Shadi Bartsch: Separating science and the humanities is hurting us
Remember the story about the elephant seen from different perspectives? Here’s a twist.
A biologist with a telescope peered at the animal and said, I see a hairy grayness horizon to horizon.
A toenail fungus specialist examined its feet, and prescribed antibiotics.
A climate change specialist didn’t see the elephant because he was fixated on plucking the dry grass.
A physicist looked at the elephant and had nothing to say.
Elon Musk was there, and he told them not to waste their time standing around an elephant. We need results in quantum mechanics, he explained; we need superconductivity at room temperature, we need research piped straight to technology. We need science to serve technology, which as you know improves man’s condition.
This may not be the story as you remember it, but I assure you that a few things about it are true.
The people around the elephant are scientists, but even in science, we can only see with the tools we have, and we create those tools in anticipation of what we might see.
As a result, we are limited in our capacity to break out of this circle. We are primed to see or not in a certain way. However, breakouts can and do happen — often when two incommensurate ideas meet each other.
Consider what happened when homo economicus or “economic man,” theory met psychology: a new field was born, behavioral psychology. Or consider the friction between gravity and God, a meeting of concepts that caused a huge shift in human society’s relationship to astronomy and divinity.
Second, it’s not by chance that the examples cross the bridge between what we call humanistic knowledge and what we call science. Their conceptual distance from each other results in the possibility for innovation. The role played by metaphors in biology introduces future paths for research. Schizophrenics have a better prognosis when they are told they’re like shamans. Darwin’s nature acts, despite herself, as a causal force — like the very God that evolution puts into question. Falling in love felt so powerful that the ancients thought seeing the love object caused a wound in your eyes. It worked well with the theory that eyes emitted rays. You cannot, it turns out, take the human out of the science.
Third, in separating the humanities and science, we are voting to blind ourselves for the future and to deplete the richness of multiple perspectives on reality. Worse, our now-isolated sciences are in danger of being kidnapped and reared as technology’s handmaiden.
It wasn’t always so: the Aristotles, Leonardos and al-Haythams — even the Turings — had an intellectual background that incorporated the humanities, the social sciences, and the sciences, and their discoveries came out of that multifaceted approach.
Now we have teams of specialists working for market-minded research that is not about truth, or even the search for truth, but for profit. Science is done at scale, and that is making a huge difference to its relationship to other fields of knowledge.
There’s a place where we can intervene, but no one seems to be doing it. That place is higher education. We could teach our students that there is no hard boundary between science and humanistic learning. We could teach them how these fields influence each other. We could take down the hard walls around different fields, both bureaucratically and literally.

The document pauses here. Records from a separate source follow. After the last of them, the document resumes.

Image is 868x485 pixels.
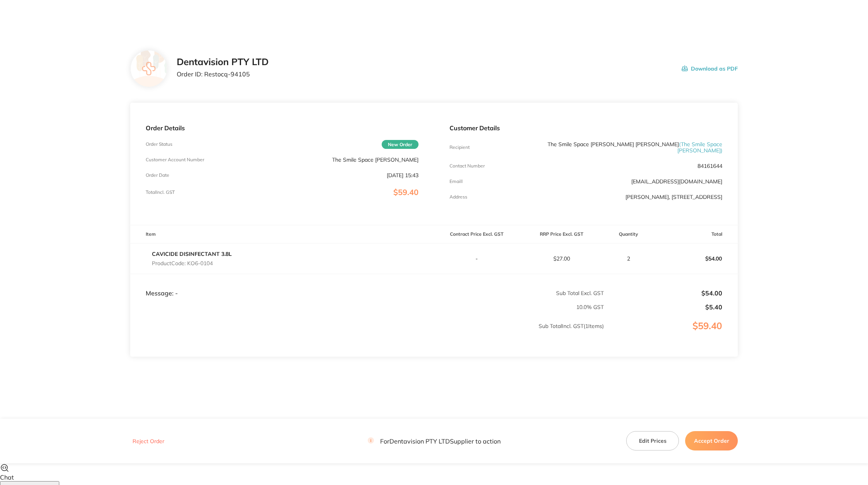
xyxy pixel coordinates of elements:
a: Restocq logo [40,11,118,24]
p: Address [449,194,467,200]
p: Sub Total Incl. GST ( 1 Items) [130,323,604,344]
p: The Smile Space [PERSON_NAME] [PERSON_NAME] [540,141,722,153]
p: Order ID: Restocq- 94105 [177,71,268,77]
p: Order Status [146,141,173,147]
a: CAVICIDE DISINFECTANT 3.8L [152,250,232,258]
button: Reject Order [130,437,166,445]
p: Order Date [146,173,169,178]
p: Total Incl. GST [146,189,175,195]
td: Message: - [130,274,434,297]
th: Quantity [604,225,653,243]
p: - [434,255,519,262]
p: [PERSON_NAME], [STREET_ADDRESS] [626,194,722,200]
p: Customer Details [449,124,722,132]
th: Contract Price Excl. GST [434,225,519,243]
p: $59.40 [604,320,737,347]
p: $5.40 [604,303,722,311]
p: The Smile Space [PERSON_NAME] [332,157,419,163]
p: Order Details [146,124,419,132]
p: Recipient [449,145,470,150]
p: Contact Number [449,163,485,168]
p: 84161644 [697,163,722,169]
span: ( The Smile Space [PERSON_NAME] ) [677,141,722,154]
p: $54.00 [604,290,722,296]
p: 2 [604,255,652,262]
th: Item [130,225,434,243]
button: Download as PDF [682,57,738,81]
p: Customer Account Number [146,157,204,162]
img: Restocq logo [40,11,118,22]
p: $27.00 [519,255,604,262]
p: For Dentavision PTY LTD Supplier to action [368,437,501,445]
button: Accept Order [685,431,738,450]
p: Sub Total Excl. GST [434,290,604,296]
th: Total [653,225,738,243]
span: $59.40 [393,187,419,197]
p: Product Code: KO6-0104 [152,260,232,266]
th: RRP Price Excl. GST [519,225,604,243]
p: [DATE] 15:43 [387,172,419,178]
span: New Order [382,140,419,149]
h2: Dentavision PTY LTD [177,57,268,68]
p: $54.00 [653,249,737,268]
p: Emaill [449,179,463,184]
button: Edit Prices [626,431,679,450]
a: [EMAIL_ADDRESS][DOMAIN_NAME] [631,178,722,185]
p: 10.0 % GST [130,304,604,310]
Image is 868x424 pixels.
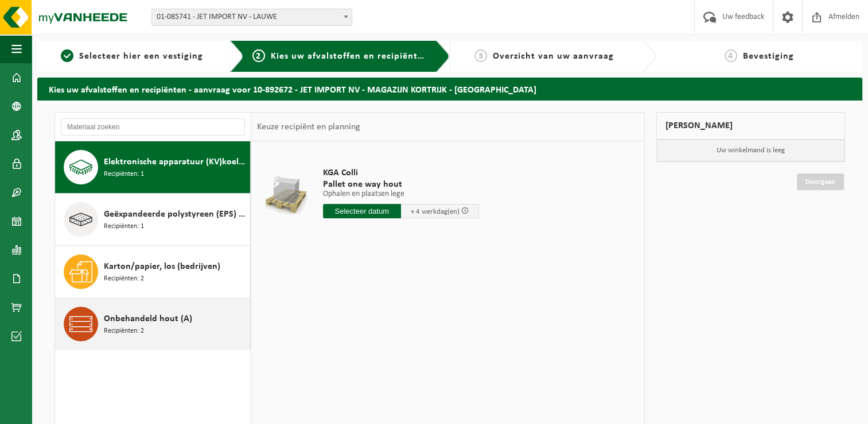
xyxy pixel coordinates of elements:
[253,49,265,62] span: 2
[104,169,144,180] span: Recipiënten: 1
[271,51,429,61] span: Kies uw afvalstoffen en recipiënten
[104,274,144,285] span: Recipiënten: 2
[251,113,366,141] div: Keuze recipiënt en planning
[743,51,794,61] span: Bevestiging
[61,119,245,135] input: Materiaal zoeken
[104,312,192,326] span: Onbehandeld hout (A)
[55,141,251,194] button: Elektronische apparatuur (KV)koelvries, industrieel Recipiënten: 1
[104,207,247,221] span: Geëxpandeerde polystyreen (EPS) verpakking (< 1 m² per stuk), recycleerbaar
[104,221,144,232] span: Recipiënten: 1
[38,78,863,100] h2: Kies uw afvalstoffen en recipiënten - aanvraag voor 10-892672 - JET IMPORT NV - MAGAZIJN KORTRIJK...
[43,49,221,63] a: 1Selecteer hier een vestiging
[493,51,614,61] span: Overzicht van uw aanvraag
[797,174,844,190] a: Doorgaan
[656,112,846,139] div: [PERSON_NAME]
[104,326,144,337] span: Recipiënten: 2
[323,167,479,179] span: KGA Colli
[55,246,251,298] button: Karton/papier, los (bedrijven) Recipiënten: 2
[151,9,353,26] span: 01-085741 - JET IMPORT NV - LAUWE
[61,49,73,62] span: 1
[55,298,251,350] button: Onbehandeld hout (A) Recipiënten: 2
[323,204,401,218] input: Selecteer datum
[323,179,479,190] span: Pallet one way hout
[411,208,459,215] span: + 4 werkdag(en)
[657,139,845,161] p: Uw winkelmand is leeg
[474,49,487,62] span: 3
[725,49,737,62] span: 4
[104,260,220,274] span: Karton/papier, los (bedrijven)
[152,9,352,25] span: 01-085741 - JET IMPORT NV - LAUWE
[55,194,251,246] button: Geëxpandeerde polystyreen (EPS) verpakking (< 1 m² per stuk), recycleerbaar Recipiënten: 1
[104,155,247,169] span: Elektronische apparatuur (KV)koelvries, industrieel
[79,51,203,61] span: Selecteer hier een vestiging
[323,190,479,198] p: Ophalen en plaatsen lege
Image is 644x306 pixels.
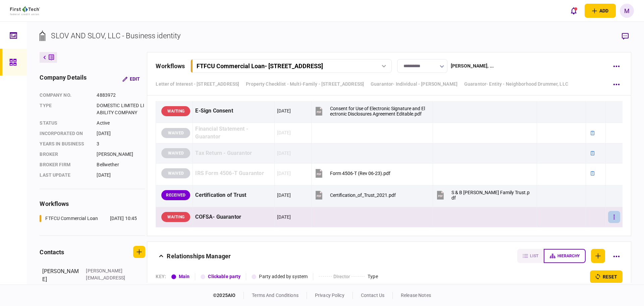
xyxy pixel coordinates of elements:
div: FTFCU Commercial Loan [45,215,98,222]
a: release notes [401,292,431,298]
div: Active [96,119,145,127]
div: [DATE] [277,129,291,136]
div: contacts [39,247,64,256]
a: Guarantor- Individual - [PERSON_NAME] [371,81,457,88]
div: WAIVED [161,168,190,178]
button: hierarchy [543,249,585,263]
button: S & B Buckley Family Trust.pdf [435,187,531,203]
div: broker firm [39,161,90,168]
button: M [620,3,634,18]
div: 3 [96,141,145,147]
div: Main [179,273,190,280]
div: [DATE] [96,172,145,178]
div: [PERSON_NAME][EMAIL_ADDRESS][PERSON_NAME][DOMAIN_NAME] [86,267,129,295]
button: open adding identity options [585,3,616,18]
div: workflows [156,61,185,70]
div: last update [39,172,90,178]
div: RECEIVED [161,190,190,200]
div: S & B Buckley Family Trust.pdf [451,190,531,201]
a: Property Checklist - Multi-Family - [STREET_ADDRESS] [246,81,364,88]
div: © 2025 AIO [213,292,244,298]
div: Bellwether [96,161,145,168]
div: Consent for Use of Electronic Signature and Electronic Disclosures Agreement Editable.pdf [330,105,427,116]
div: Broker [39,151,90,158]
div: WAIVED [161,148,190,158]
div: SLOV AND SLOV, LLC - Business identity [51,30,180,41]
div: Certification of Trust [195,187,271,203]
button: Form 4506-T (Rev 06-23).pdf [314,166,391,181]
div: [DATE] [96,130,145,137]
div: IRS Form 4506-T Guarantor [195,166,271,181]
a: contact us [361,292,384,298]
div: COFSA- Guarantor [195,210,271,225]
div: [DATE] [277,108,291,114]
button: reset [590,270,623,283]
div: [PERSON_NAME] , ... [450,63,494,70]
div: 4883972 [96,92,145,99]
button: Certification_of_Trust_2021.pdf [314,187,396,203]
div: incorporated on [39,130,90,137]
div: [DATE] [277,150,291,156]
div: KEY : [156,273,166,280]
img: client company logo [10,6,40,15]
button: FTFCU Commercial Loan- [STREET_ADDRESS] [191,59,392,73]
button: open notifications list [566,3,581,18]
a: terms and conditions [252,292,298,298]
div: Type [39,102,90,116]
div: [DATE] [277,170,291,176]
a: Guarantor- Entity - Neighborhood Drummer, LLC [464,81,568,88]
div: Type [368,273,378,280]
button: Consent for Use of Electronic Signature and Electronic Disclosures Agreement Editable.pdf [314,103,427,119]
a: FTFCU Commercial Loan[DATE] 10:45 [39,215,137,222]
span: list [530,254,538,258]
div: years in business [39,141,90,147]
button: Edit [117,73,145,85]
div: WAIVED [161,128,190,138]
div: [DATE] [277,192,291,198]
div: company details [39,73,87,85]
a: privacy policy [315,292,344,298]
a: Letter of Interest - [STREET_ADDRESS] [156,81,239,88]
div: [PERSON_NAME] [96,151,145,158]
div: [DATE] 10:45 [110,215,137,222]
div: [DATE] [277,214,291,220]
div: WAITING [161,106,190,116]
div: E-Sign Consent [195,103,271,119]
div: Clickable party [208,273,240,280]
div: status [39,119,90,127]
div: Relationships Manager [167,249,231,263]
div: DOMESTIC LIMITED LIABILITY COMPANY [96,102,145,116]
div: company no. [39,92,90,99]
div: Certification_of_Trust_2021.pdf [330,192,396,198]
div: Form 4506-T (Rev 06-23).pdf [330,170,391,176]
div: WAITING [161,212,190,222]
div: Financial Statement - Guarantor [195,125,271,141]
div: workflows [39,199,145,208]
div: Party added by system [259,273,307,280]
div: FTFCU Commercial Loan - [STREET_ADDRESS] [196,63,323,70]
div: Tax Return - Guarantor [195,145,271,161]
button: list [517,249,543,263]
span: hierarchy [557,254,579,258]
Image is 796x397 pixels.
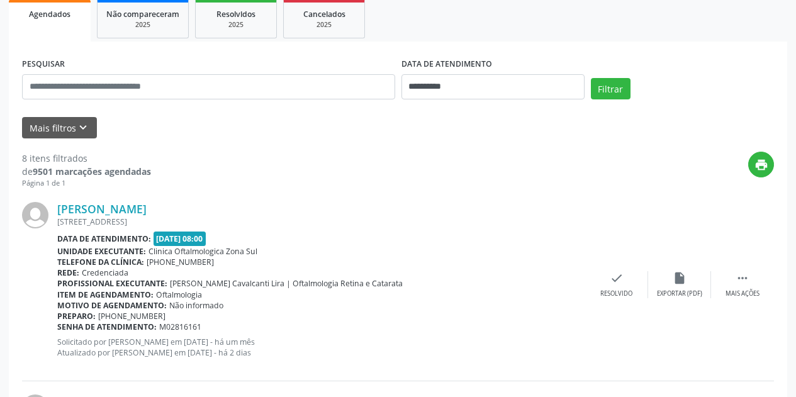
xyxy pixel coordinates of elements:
[57,311,96,322] b: Preparo:
[610,271,624,285] i: check
[22,165,151,178] div: de
[591,78,630,99] button: Filtrar
[600,289,632,298] div: Resolvido
[82,267,128,278] span: Credenciada
[57,322,157,332] b: Senha de atendimento:
[33,165,151,177] strong: 9501 marcações agendadas
[401,55,492,74] label: DATA DE ATENDIMENTO
[76,121,90,135] i: keyboard_arrow_down
[204,20,267,30] div: 2025
[156,289,202,300] span: Oftalmologia
[22,178,151,189] div: Página 1 de 1
[148,246,257,257] span: Clinica Oftalmologica Zona Sul
[159,322,201,332] span: M02816161
[657,289,702,298] div: Exportar (PDF)
[98,311,165,322] span: [PHONE_NUMBER]
[736,271,749,285] i: 
[57,267,79,278] b: Rede:
[57,278,167,289] b: Profissional executante:
[57,246,146,257] b: Unidade executante:
[57,289,154,300] b: Item de agendamento:
[748,152,774,177] button: print
[154,232,206,246] span: [DATE] 08:00
[57,233,151,244] b: Data de atendimento:
[57,202,147,216] a: [PERSON_NAME]
[22,117,97,139] button: Mais filtroskeyboard_arrow_down
[303,9,345,20] span: Cancelados
[754,158,768,172] i: print
[169,300,223,311] span: Não informado
[57,257,144,267] b: Telefone da clínica:
[57,337,585,358] p: Solicitado por [PERSON_NAME] em [DATE] - há um mês Atualizado por [PERSON_NAME] em [DATE] - há 2 ...
[106,9,179,20] span: Não compareceram
[725,289,759,298] div: Mais ações
[29,9,70,20] span: Agendados
[57,300,167,311] b: Motivo de agendamento:
[293,20,355,30] div: 2025
[147,257,214,267] span: [PHONE_NUMBER]
[170,278,403,289] span: [PERSON_NAME] Cavalcanti Lira | Oftalmologia Retina e Catarata
[57,216,585,227] div: [STREET_ADDRESS]
[673,271,686,285] i: insert_drive_file
[22,152,151,165] div: 8 itens filtrados
[22,55,65,74] label: PESQUISAR
[22,202,48,228] img: img
[106,20,179,30] div: 2025
[216,9,255,20] span: Resolvidos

Instead, we reproduce these unhealthy gulfs in our university’s outdated departments and divisions, which generate the kind of specialist knowledge without context that is our growing problem.
If we want education to be relevant to the bigger problems we all face, this has to change. Perhaps the public feels this already, or our colleges wouldn’t be in a crisis of irrelevance. We need to put these forms of knowledge back together so that they can work with each other.
Shadi Bartsch is a professor in humanities at the University of Chicago and former director of the Institute on the Formation of Knowledge. She wrote this column for the Chicago Tribune.